The cast and creative team from “Fun Home” will assemble for a one-night benefit concert version of the Tony Award-winning show in Orlando on July 24. (Joan Marcus)

The cast and creative team from “Fun Home” will assemble for a one-night benefit concert version of the Tony Award-winning show in Orlando on July 24. (Joan Marcus)

Broadway’s ‘Fun Home’ cast to perform show in Orlando

  • By Wire Service
  • Thursday, July 7, 2016 1:30am
  • Life

By Mark Kennedy

Associated Press

NEW YORK — Many Broadway stars have joined together to sing and raise money to help the survivors of the gay nightclub shooting in Orlando. Now, one Broadway show is going further — perform a few blocks away from the massacre.

The cast and creative team from “Fun Home” will assemble for a one-night benefit concert version of the Tony Award-winning show on July 24 in Orlando for survivors and victims’ family.

“For our company, there is no choice but to respond with what we have, what we know, and the belief that it leads to something,” said producer Mike Isaacson. “There isn’t a choice not to respond.”

The touching musical — with a book and lyrics by Lisa Kron and music by Jeanine Tesori — is based on Alison Bechdel’s graphic novel memoir about growing up with a closeted dad in the family’s funeral home business. It’s the first Broadway show with a lesbian protagonist.

Tony-winner Michael Cerveris, who stars as the father, came up with the idea of the visit and the rest of the cast and creative team were eager to help show their support.

“It was one of those perfect moments where everyone aligned and did so quite quickly, understanding that many of the ideas and themes within ‘Fun Home’ would be a perfect gift and a way for the community to come together in advocation for LGBT rights,” said producer Kristin Caskey.

The concert will be at the Dr. Phillips Center for the Performing Arts, not far from where a gunman’s rampage at the Pulse nightclub on June 12 left 49 people dead and dozens injured — the worst mass shooting in recent U.S. history.

Producer Barbara Whitman was like many in the wake of the shooting — feeling powerless. “I think we all had that same reaction: What can we do? This is something we can actually do,” she said.

Free seats will be set aside for family members of the victims and those directly affected by the shooting. “Access was important,” said Isaacson. Discounts will be made available so that “everybody who wants to be there, can be there.”

“We’re not coming down to try to make a point or impose anything in any way. This is kind of what our show does all the time,” said Cerveris. “We’re just going to go and tell Alison’s story and hope that it provides some entertainment and distraction but also a place for some of the grief to go.”

The move is the latest attempt by the Broadway community to help those affected by the tragedy. “Kinky Boots,” a show that celebrates diversity, donated a portion of its ticket sales on June 26 to help the LGBT community in Southern Florida.

A benefit concert at the Rattlestick Playwrights Theater is set for July 11 with all proceeds going to Equality Florida and the concert “Broadway Stands Up for Freedom” is scheduled for July 18. Dozens of Broadway stars have lent their voices to record the 1965 song “What the World Needs Now is Love,” with all proceeds going to help the LGBT Center of Central Florida.

For the cast of “Fun Home” — including Judy Kuhn, Beth Malone, Joel Perez, Gabriella Pizzolo, Roberta Colindrez and Emily Skeggs — making the 1,000-mile trip on their one night off made instant sense.

“It’s wonderful to do benefits here like the whole Broadway community does all the time — to raise money and send money, support and care,” said Cerveris. “But it’s a different thing when you have the opportunity to show your solidarity by actually putting your feet on the ground in the communities where people are struggling to makes sense of a tragic event.”

This isn’t the first time the “Fun Home” cast has traveled for a cause. Three years ago, the team visited the College of South Carolina after the state legislature voted to withdraw college funding as punishment for making Bechtel’s book available to all incoming freshmen in the fall of 2013.

Now, as the musical prepares to leave Broadway in September, it’s cast is again preparing to hit the road to engage in a community far from Broadway.

“At its heart, theater is a profoundly spiritual and societal endeavor. To actually get to feel that you’re participating in a debate and participating in helping to move the world forward in some important ways is the best gift that you can have as an artist,” said Cerveris.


Exercise goal:
The answer should match the entries below word for word, minus their pictures.

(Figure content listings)
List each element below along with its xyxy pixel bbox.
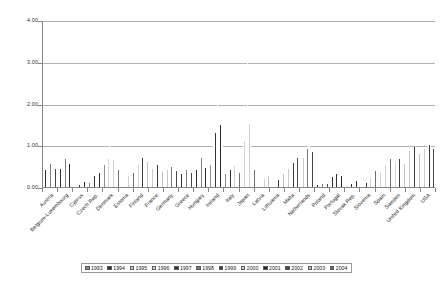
legend-item[interactable]: 1996 [152, 266, 170, 271]
country-bar-group [103, 21, 118, 187]
legend-item[interactable]: 2000 [241, 266, 259, 271]
y-axis-tick-label: 1.00 [4, 143, 38, 148]
country-bar-group [255, 21, 270, 187]
legend-label: 1997 [180, 266, 192, 271]
plot-area [42, 21, 435, 188]
x-axis-tick-mark [329, 188, 330, 192]
x-axis-tick-mark [57, 188, 58, 192]
legend-swatch [107, 266, 112, 271]
y-axis-tick-label: 2.00 [4, 102, 38, 107]
country-bar-group [240, 21, 255, 187]
country-bar-group [43, 21, 58, 187]
x-axis-tick-mark [163, 188, 164, 192]
legend-item[interactable]: 2001 [263, 266, 281, 271]
legend-label: 1993 [91, 266, 103, 271]
x-axis-tick-mark [42, 188, 43, 192]
x-axis-tick-mark [344, 188, 345, 192]
country-bar-group [73, 21, 88, 187]
x-axis-tick-mark [359, 188, 360, 192]
legend-swatch [263, 266, 268, 271]
legend-swatch [196, 266, 201, 271]
legend-label: 2001 [269, 266, 281, 271]
legend-swatch [174, 266, 179, 271]
country-bar-group [360, 21, 375, 187]
y-axis-tick-label: 4.00 [4, 18, 38, 23]
legend-item[interactable]: 1998 [196, 266, 214, 271]
x-axis-tick-mark [420, 188, 421, 192]
country-bar-group [300, 21, 315, 187]
x-axis-tick-mark [223, 188, 224, 192]
y-axis-tick-label: 3.00 [4, 60, 38, 65]
x-axis-tick-mark [375, 188, 376, 192]
legend-item[interactable]: 1994 [107, 266, 125, 271]
country-bar-group [134, 21, 149, 187]
country-bar-group [376, 21, 391, 187]
legend-item[interactable]: 2003 [308, 266, 326, 271]
legend-swatch [152, 266, 157, 271]
legend-item[interactable]: 1993 [85, 266, 103, 271]
x-axis-tick-mark [118, 188, 119, 192]
legend-swatch [85, 266, 90, 271]
legend-item[interactable]: 2002 [285, 266, 303, 271]
legend-swatch [330, 266, 335, 271]
country-bar-group [315, 21, 330, 187]
country-bar-group [330, 21, 345, 187]
country-bar-group [224, 21, 239, 187]
x-axis-tick-mark [239, 188, 240, 192]
legend-item[interactable]: 1995 [130, 266, 148, 271]
country-bar-group [406, 21, 421, 187]
legend-label: 2000 [247, 266, 259, 271]
legend-swatch [241, 266, 246, 271]
x-axis-tick-mark [133, 188, 134, 192]
legend-label: 1996 [158, 266, 170, 271]
bar [435, 153, 436, 187]
x-axis-tick-mark [178, 188, 179, 192]
country-bar-group [345, 21, 360, 187]
legend-swatch [308, 266, 313, 271]
x-axis-tick-mark [102, 188, 103, 192]
legend-item[interactable]: 1997 [174, 266, 192, 271]
x-axis-tick-mark [254, 188, 255, 192]
legend-swatch [130, 266, 135, 271]
legend-item[interactable]: 2004 [330, 266, 348, 271]
legend-swatch [219, 266, 224, 271]
x-axis-tick-mark [72, 188, 73, 192]
country-bar-group [391, 21, 406, 187]
y-axis-tick-label: 0.00 [4, 185, 38, 190]
legend-label: 1998 [202, 266, 214, 271]
x-axis-tick-mark [314, 188, 315, 192]
x-axis-tick-mark [405, 188, 406, 192]
country-bar-group [270, 21, 285, 187]
x-axis-tick-mark [435, 188, 436, 192]
country-bar-group [58, 21, 73, 187]
x-axis-tick-mark [193, 188, 194, 192]
bar-chart: 0.001.002.003.004.00 AustriaBelgium-Luxe… [0, 0, 448, 293]
country-bar-group [149, 21, 164, 187]
x-axis-tick-mark [284, 188, 285, 192]
legend-label: 2004 [336, 266, 348, 271]
legend-label: 1995 [136, 266, 148, 271]
x-axis-tick-mark [390, 188, 391, 192]
country-bar-group [164, 21, 179, 187]
country-bar-group [194, 21, 209, 187]
legend-swatch [285, 266, 290, 271]
legend-label: 2002 [291, 266, 303, 271]
country-bar-group [209, 21, 224, 187]
country-bar-group [88, 21, 103, 187]
x-axis-tick-mark [299, 188, 300, 192]
x-axis-tick-mark [87, 188, 88, 192]
legend-label: 1999 [225, 266, 237, 271]
country-bar-group [421, 21, 436, 187]
legend-label: 2003 [314, 266, 326, 271]
legend: 1993199419951996199719981999200020012002… [81, 263, 352, 273]
country-bar-group [119, 21, 134, 187]
x-axis-tick-mark [148, 188, 149, 192]
country-bar-group [285, 21, 300, 187]
x-axis-tick-mark [269, 188, 270, 192]
legend-label: 1994 [113, 266, 125, 271]
legend-item[interactable]: 1999 [219, 266, 237, 271]
country-bar-group [179, 21, 194, 187]
bars-layer [43, 21, 435, 187]
x-axis-tick-mark [208, 188, 209, 192]
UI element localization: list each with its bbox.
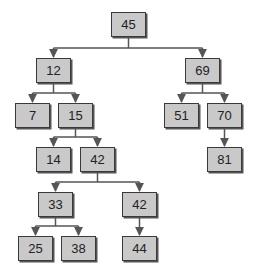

Result for this exercise:
List each element below along with its xyxy pixel bbox.
legend-item[interactable]: 1996 [152, 266, 170, 271]
country-bar-group [103, 21, 118, 187]
legend-item[interactable]: 2000 [241, 266, 259, 271]
y-axis-tick-label: 1.00 [4, 143, 38, 148]
country-bar-group [255, 21, 270, 187]
legend-label: 1997 [180, 266, 192, 271]
plot-area [42, 21, 435, 188]
x-axis-tick-mark [329, 188, 330, 192]
x-axis-tick-mark [57, 188, 58, 192]
legend-swatch [107, 266, 112, 271]
y-axis-tick-label: 2.00 [4, 102, 38, 107]
country-bar-group [240, 21, 255, 187]
country-bar-group [43, 21, 58, 187]
x-axis-tick-mark [163, 188, 164, 192]
legend-item[interactable]: 2001 [263, 266, 281, 271]
legend-label: 1993 [91, 266, 103, 271]
x-axis-tick-mark [42, 188, 43, 192]
x-axis-tick-mark [344, 188, 345, 192]
country-bar-group [73, 21, 88, 187]
x-axis-tick-mark [359, 188, 360, 192]
legend-swatch [263, 266, 268, 271]
legend-swatch [196, 266, 201, 271]
legend-label: 2001 [269, 266, 281, 271]
legend-swatch [174, 266, 179, 271]
country-bar-group [360, 21, 375, 187]
y-axis-tick-label: 4.00 [4, 18, 38, 23]
legend-item[interactable]: 1998 [196, 266, 214, 271]
x-axis-tick-mark [420, 188, 421, 192]
country-bar-group [300, 21, 315, 187]
x-axis-tick-mark [223, 188, 224, 192]
y-axis-tick-label: 3.00 [4, 60, 38, 65]
x-axis-tick-mark [375, 188, 376, 192]
legend-item[interactable]: 1994 [107, 266, 125, 271]
country-bar-group [134, 21, 149, 187]
country-bar-group [376, 21, 391, 187]
legend-item[interactable]: 2003 [308, 266, 326, 271]
legend-swatch [152, 266, 157, 271]
legend-item[interactable]: 1993 [85, 266, 103, 271]
x-axis-tick-mark [118, 188, 119, 192]
legend-swatch [85, 266, 90, 271]
legend-item[interactable]: 2002 [285, 266, 303, 271]
legend-swatch [330, 266, 335, 271]
country-bar-group [315, 21, 330, 187]
country-bar-group [330, 21, 345, 187]
country-bar-group [224, 21, 239, 187]
x-axis-tick-mark [239, 188, 240, 192]
legend-item[interactable]: 1995 [130, 266, 148, 271]
country-bar-group [406, 21, 421, 187]
legend-label: 2000 [247, 266, 259, 271]
legend-swatch [241, 266, 246, 271]
x-axis-tick-mark [133, 188, 134, 192]
legend-label: 1996 [158, 266, 170, 271]
bar [435, 153, 436, 187]
x-axis-tick-mark [178, 188, 179, 192]
country-bar-group [345, 21, 360, 187]
legend-swatch [308, 266, 313, 271]
x-axis-tick-mark [102, 188, 103, 192]
legend-item[interactable]: 1997 [174, 266, 192, 271]
x-axis-tick-mark [254, 188, 255, 192]
legend-swatch [130, 266, 135, 271]
legend-item[interactable]: 2004 [330, 266, 348, 271]
legend-swatch [219, 266, 224, 271]
x-axis-tick-mark [72, 188, 73, 192]
country-bar-group [391, 21, 406, 187]
y-axis-tick-label: 0.00 [4, 185, 38, 190]
legend-label: 1998 [202, 266, 214, 271]
x-axis-tick-mark [314, 188, 315, 192]
x-axis-tick-mark [405, 188, 406, 192]
country-bar-group [270, 21, 285, 187]
x-axis-tick-mark [435, 188, 436, 192]
country-bar-group [58, 21, 73, 187]
x-axis-tick-mark [193, 188, 194, 192]
bar-chart: 0.001.002.003.004.00 AustriaBelgium-Luxe… [0, 0, 448, 293]
country-bar-group [149, 21, 164, 187]
x-axis-tick-mark [284, 188, 285, 192]
legend-label: 2004 [336, 266, 348, 271]
legend-label: 1995 [136, 266, 148, 271]
x-axis-tick-mark [390, 188, 391, 192]
country-bar-group [164, 21, 179, 187]
country-bar-group [194, 21, 209, 187]
legend-swatch [285, 266, 290, 271]
legend-label: 2002 [291, 266, 303, 271]
country-bar-group [209, 21, 224, 187]
country-bar-group [88, 21, 103, 187]
x-axis-tick-mark [299, 188, 300, 192]
x-axis-tick-mark [87, 188, 88, 192]
legend-label: 1999 [225, 266, 237, 271]
country-bar-group [421, 21, 436, 187]
legend-label: 2003 [314, 266, 326, 271]
legend: 1993199419951996199719981999200020012002… [81, 263, 352, 273]
country-bar-group [119, 21, 134, 187]
x-axis-tick-mark [148, 188, 149, 192]
country-bar-group [285, 21, 300, 187]
x-axis-tick-mark [269, 188, 270, 192]
legend-label: 1994 [113, 266, 125, 271]
legend-item[interactable]: 1999 [219, 266, 237, 271]
country-bar-group [179, 21, 194, 187]
bars-layer [43, 21, 435, 187]
x-axis-tick-mark [208, 188, 209, 192]
UI element localization: list each with its bbox.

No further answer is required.